The University of Phoenix Career Institute’s Career Optimism Index suggests that workers are increasingly building their AI fluency, often at faster pace than their organisations – ultimately building skills, confidence, and their competitiveness in the labour market.

Born into IT

For someone who has spent nearly four decades immersed in technology, even learning to code as a child, Anna McPhee – author of What Machines Can’t Replace (available in August 2026) – has a healthy respect and concern where tech is going.

For the past nine years she has worked at Automattic, the company behind WordPress.com

"I’m a software engineer and I don't think AI is going to take my job anytime soon.

“The more I work with AI, the stronger I feel that way."

It's a position she holds not out of denial, but experience.

Anna McPhee says the speed of change is rapid. Photo: Supplied

She's watched technology transform the industry across multiple cycles of change and reinvention from the arrival of calculators to the rise of the web.

Currently, McPhee sees something both familiar and distinctly different.

Speed of change

The distinction is the speed of change.

“In the past, it took decades for an invention to really come through,” McPhee says.

“Now it's so rapid.”

That speed, she argues, is the real challenge facing the next generation of workers – not AI itself, but the pace at which the landscape shifts beneath their feet.

For entry-level workers and new graduates, she concedes, the road is harder.

"They'll barely finish their degree and one day the job is there, the next it isn't.
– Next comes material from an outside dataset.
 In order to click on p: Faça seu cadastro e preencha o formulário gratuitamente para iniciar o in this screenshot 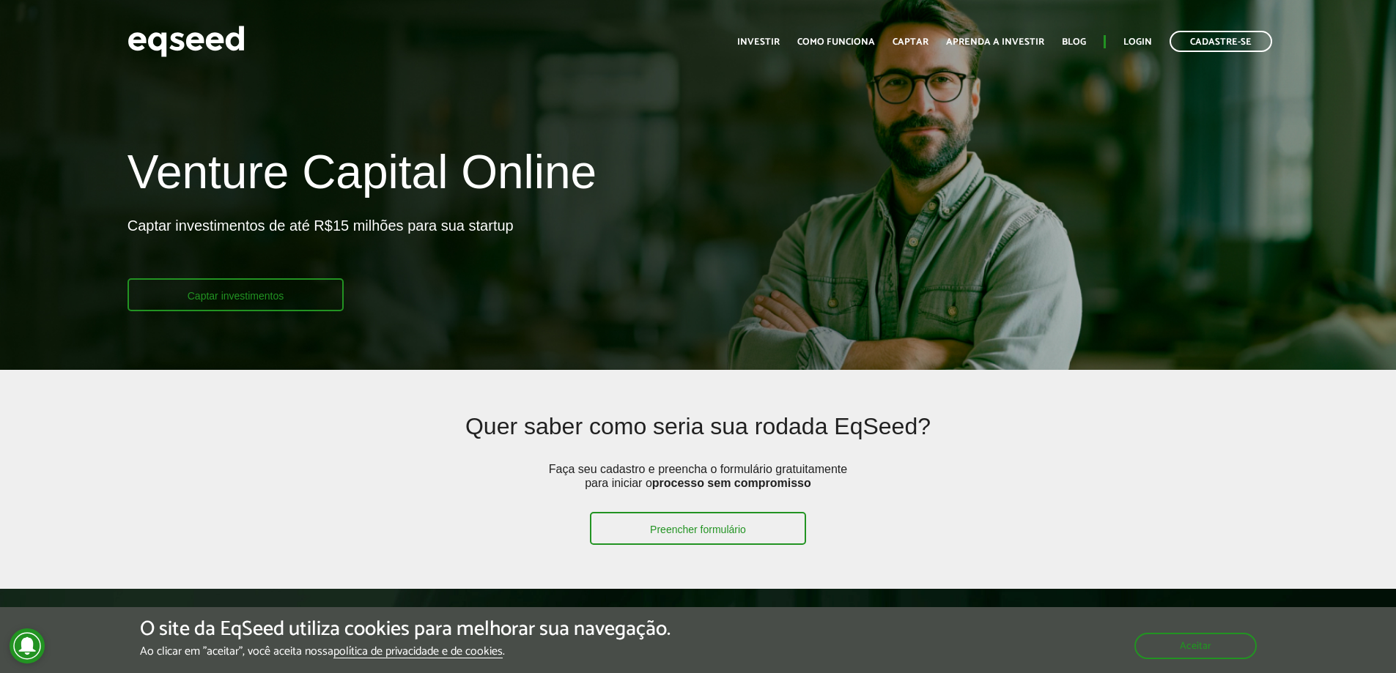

That's how fast things are going.

“This introduces interesting challenges for younger people coming in."

The answer to the value of work she believes lies in bringing humanness into technology rather than retreating from it, along with finding products and roles that require something a machine cannot replicate.
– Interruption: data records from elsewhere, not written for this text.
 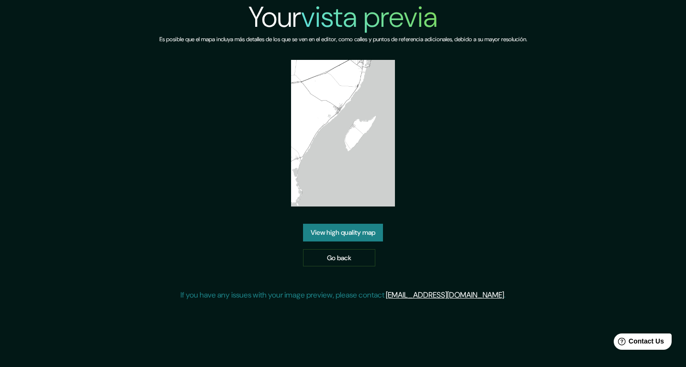 What do you see at coordinates (343, 232) in the screenshot?
I see `a: View high quality map` at bounding box center [343, 232].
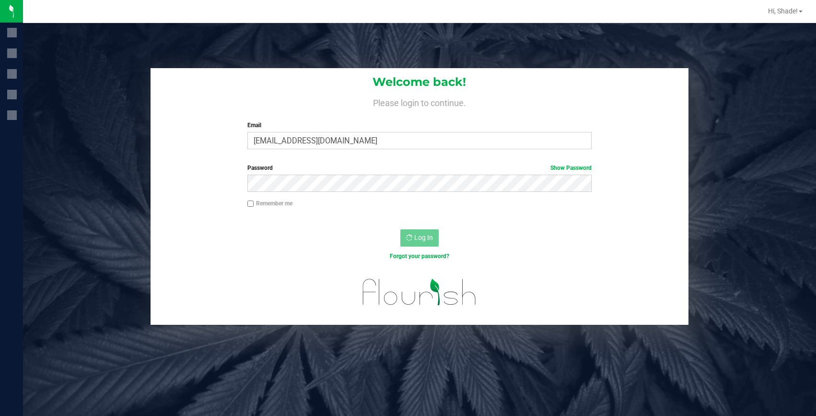 Image resolution: width=816 pixels, height=416 pixels. What do you see at coordinates (571, 168) in the screenshot?
I see `a: Show Password` at bounding box center [571, 168].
McPhee belief is AI will not replace creativity.

“Now there’s a lean towards people showing who they’re really about – they’re put off by AI generated images.
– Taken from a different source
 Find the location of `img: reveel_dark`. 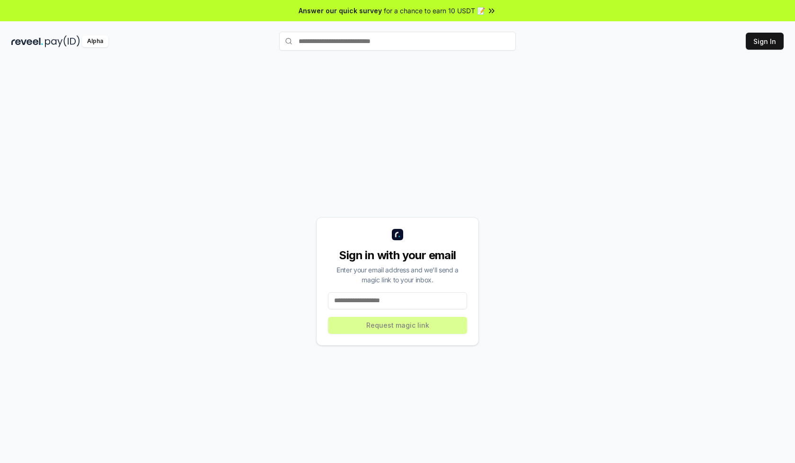

img: reveel_dark is located at coordinates (27, 41).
“There is value in imperfection.”

Concern for future of jobs has always been there

Dr Ben Spies-Butcher, CEO of independent research outfit Centre for Future Work, understands the anxiety around where the workforce is heading.

The reality, he says, is more people are working, and working over a longer period, than in the past.

There is also no shortage of useful work.

“We don’t have enough nurses or builders. AI should be an opportunity to take the pressure off, work less and have more quality paid work in areas that provide meaning and community.

“If that’s not happening, it’s not because of the technology – it reflects the priorities of those in charge of it.”

Discussions around the end of work comes up frequently over the decades, he says.

John Maynard Keynes, known for his Keynesian economics, predicted we’d be working 15 hours a week by now.

Dr Ben Spies-Butcher says there is no shortage of useful work. Photo: Supplied

“New technologies change work – some jobs disappear, but other are created.

“The benefits of new technology are spread very unevenly. Many technological innovations are designed to disrupt labour markets.”

He points to platform and gig economies.

“Drivers still drive, carers still care. The technology disrupts how they are employed, often undermining pay and conditions.

“Our challenge is ensuring workers have real protections and a real say over how technology is rolled out.”

Value in work lies in purpose

The final word goes to Sweaney who says humans have always needed purpose.

“Work itself will look fundamentally different in time, because that is the nature of progress.

“In the best version of this, the machines take the busywork and hand us back room to do something that matters.”